Saturday, October 6, 2012

October 6: White Sheet, Dirtier Snow, New Cartoon

The house fronts looked black enough, and the windows blacker, contrasting with the smooth sheet of snow upon the roofs, and with the dirtier snow upon the ground; which last deposit had been ploughed up in deep furrows that crossed and re-crossed each other hundreds of times where the great streets branched off, and made intricate channels, hard to trace, in the thick yellow mud and icy water...

Dickens is describing Christmas morning of the present in this passage.  Snow has fallen (even though snow was not a common occurrence in Victorian London), and Scrooge is out and about in the winter wonderland.  Snow and soot and black windows and deep furrows in the streets.

That pretty much describes winter in the Upper Peninsula of Michigan.  When I say winter, I mean (roughly) the months October through April or May.  Yes, if you do the math, that means seven or eight months of snow.  The reason I am so focused on this subject this morning is that I woke to snow on the ground and my car.  It is cold and wet outside.  The sky is gun-metal grey at the moment, and I don't think it's supposed to get much warmer or sunnier for the rest of the weekend.

I'm not quiet prepared for the onset of winter yet.  I really enjoyed the 70-degree temperatures of this past week.  I want that to last until, say, Thanksgiving.  Last year, when I ran a 10-K race on turkey day, I didn't have to wear a hat or gloves or winter clothing.  It was a tee shirt run by Lake Superior.  I could handle that again.

The colors of autumn are reaching their brightest.  I'm looking out of the window of McDonald's right now, and the trees are blazing gold and orange against the falling snow.  If the cold weather sticks around, there won't be too much color left in a few days.  But the weather is very changeable in this area.  It will be different in a few days (or hours or minutes).

For the moment, Saint Marty will just eat his Sausage McMuffin, suck down his Diet Coke, and think warm autumn thoughts.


**Problem requirements**. Extract, word for word, each line from the line holding "Locate an element on the screen. The height" through the end of the records. Omit every picture.

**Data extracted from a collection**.
#####
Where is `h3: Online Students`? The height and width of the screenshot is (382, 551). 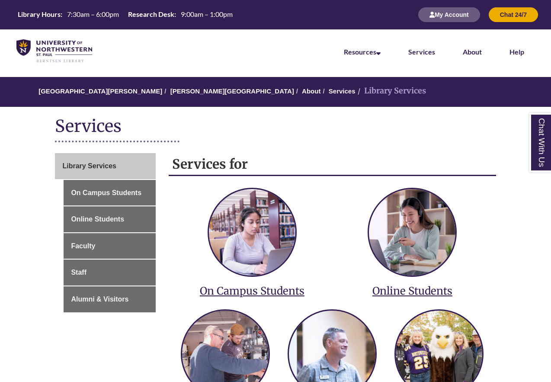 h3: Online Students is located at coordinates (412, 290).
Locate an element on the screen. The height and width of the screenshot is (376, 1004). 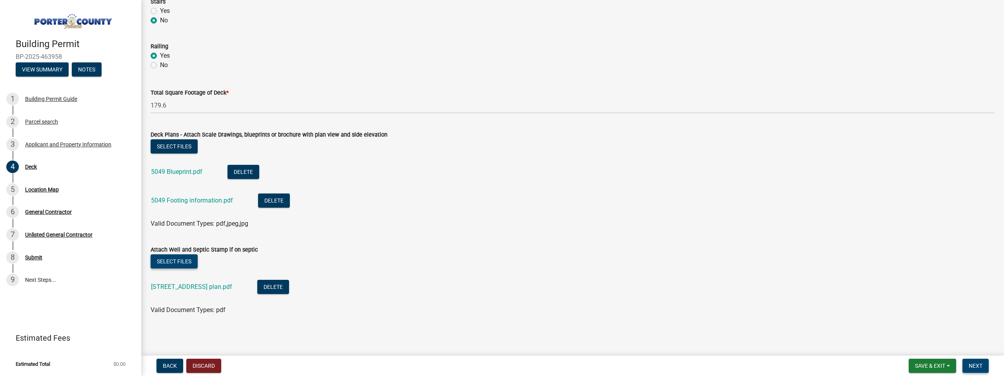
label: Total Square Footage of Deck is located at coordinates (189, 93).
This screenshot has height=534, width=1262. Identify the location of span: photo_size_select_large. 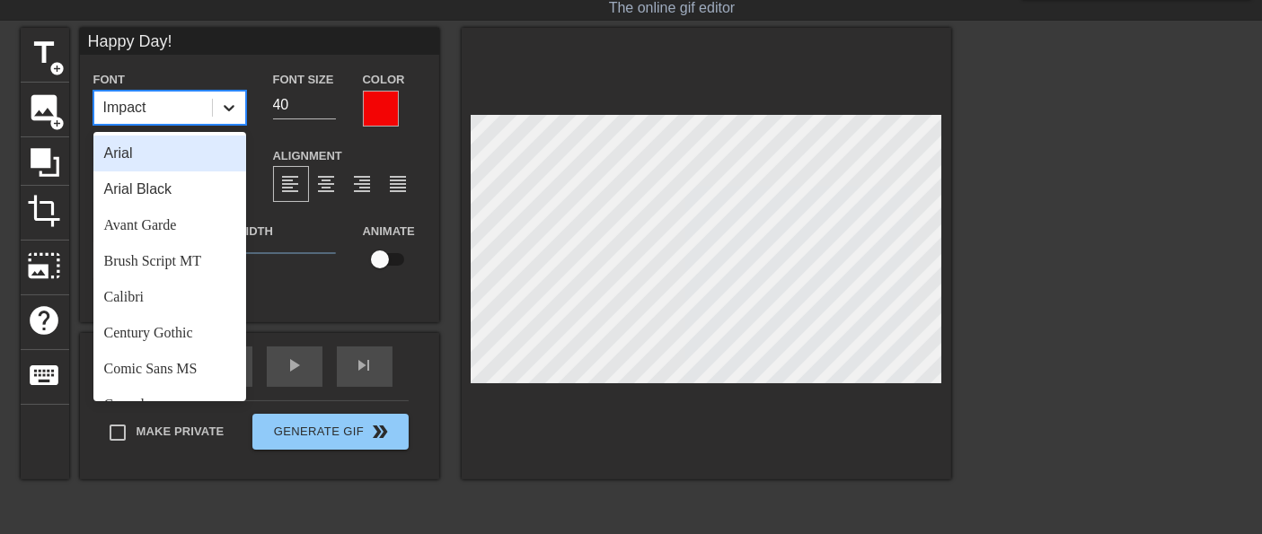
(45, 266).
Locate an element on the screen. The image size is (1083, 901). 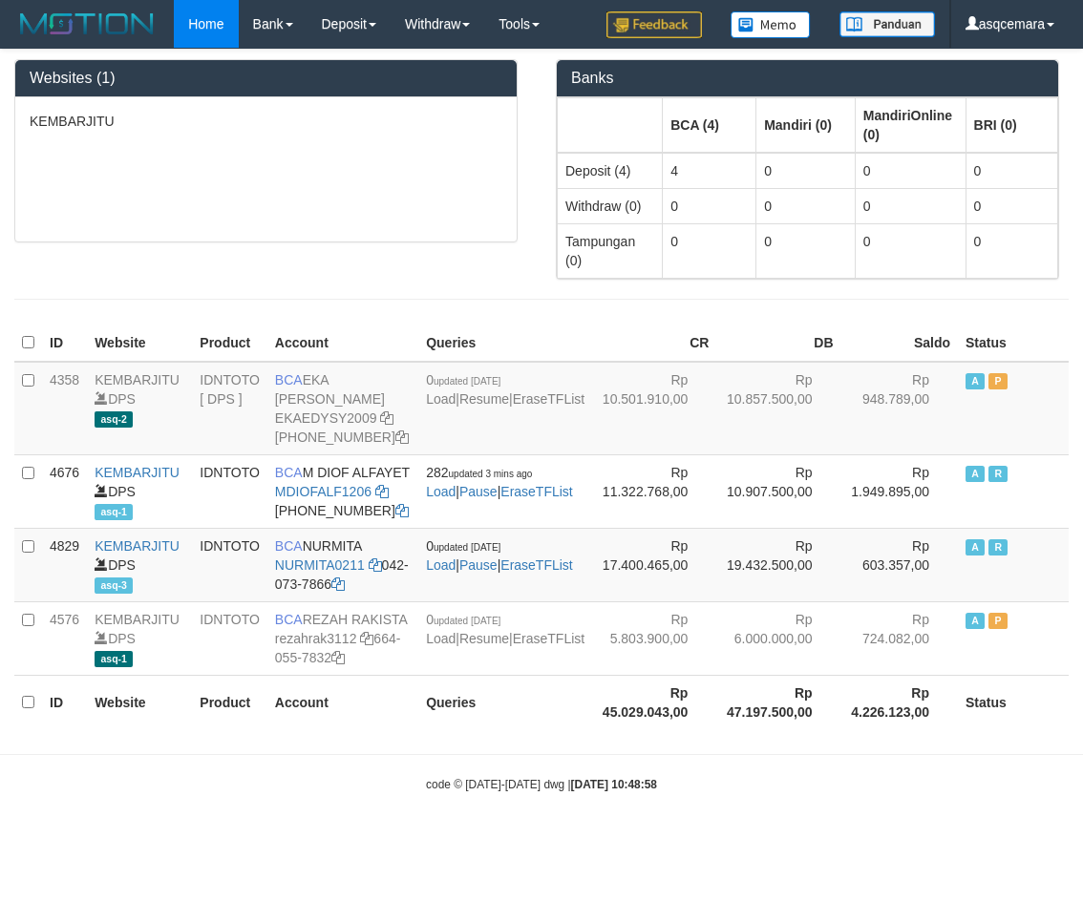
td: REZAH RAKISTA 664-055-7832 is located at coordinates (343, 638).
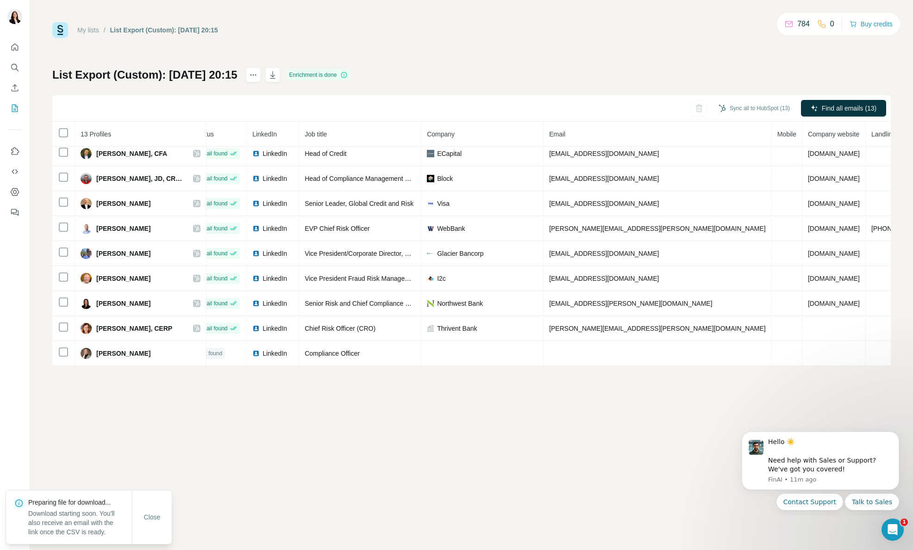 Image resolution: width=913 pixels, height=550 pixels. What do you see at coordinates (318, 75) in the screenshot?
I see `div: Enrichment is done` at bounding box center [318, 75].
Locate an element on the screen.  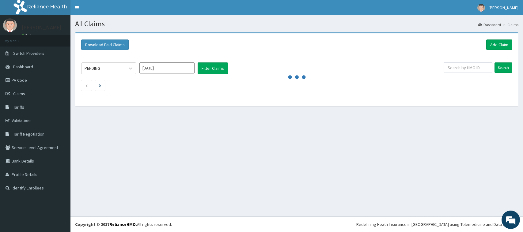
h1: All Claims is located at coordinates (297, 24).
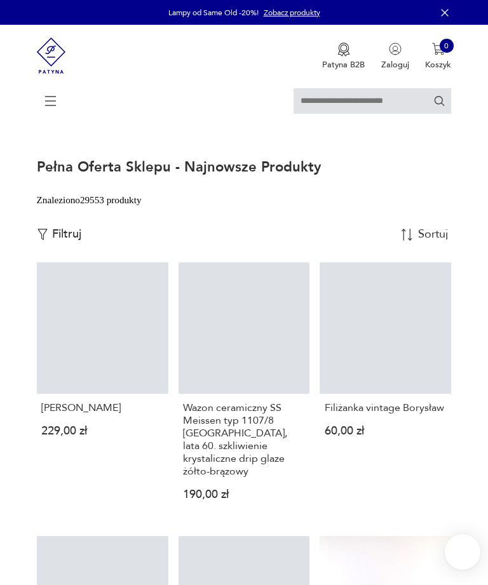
#####
**Solution**.
Locate an element on the screen. The height and width of the screenshot is (376, 1004). 
label: Total Square Footage of Deck is located at coordinates (189, 93).
This screenshot has height=534, width=1262. Identify the location of span: photo_size_select_large. 
(45, 266).
Locate an element on the screen. The image size is (1083, 901). 
td: REZAH RAKISTA 664-055-7832 is located at coordinates (343, 638).
 Image resolution: width=913 pixels, height=550 pixels. What do you see at coordinates (318, 75) in the screenshot?
I see `div: Enrichment is done` at bounding box center [318, 75].
Locate an element on the screen.  
h1: All Claims is located at coordinates (297, 24).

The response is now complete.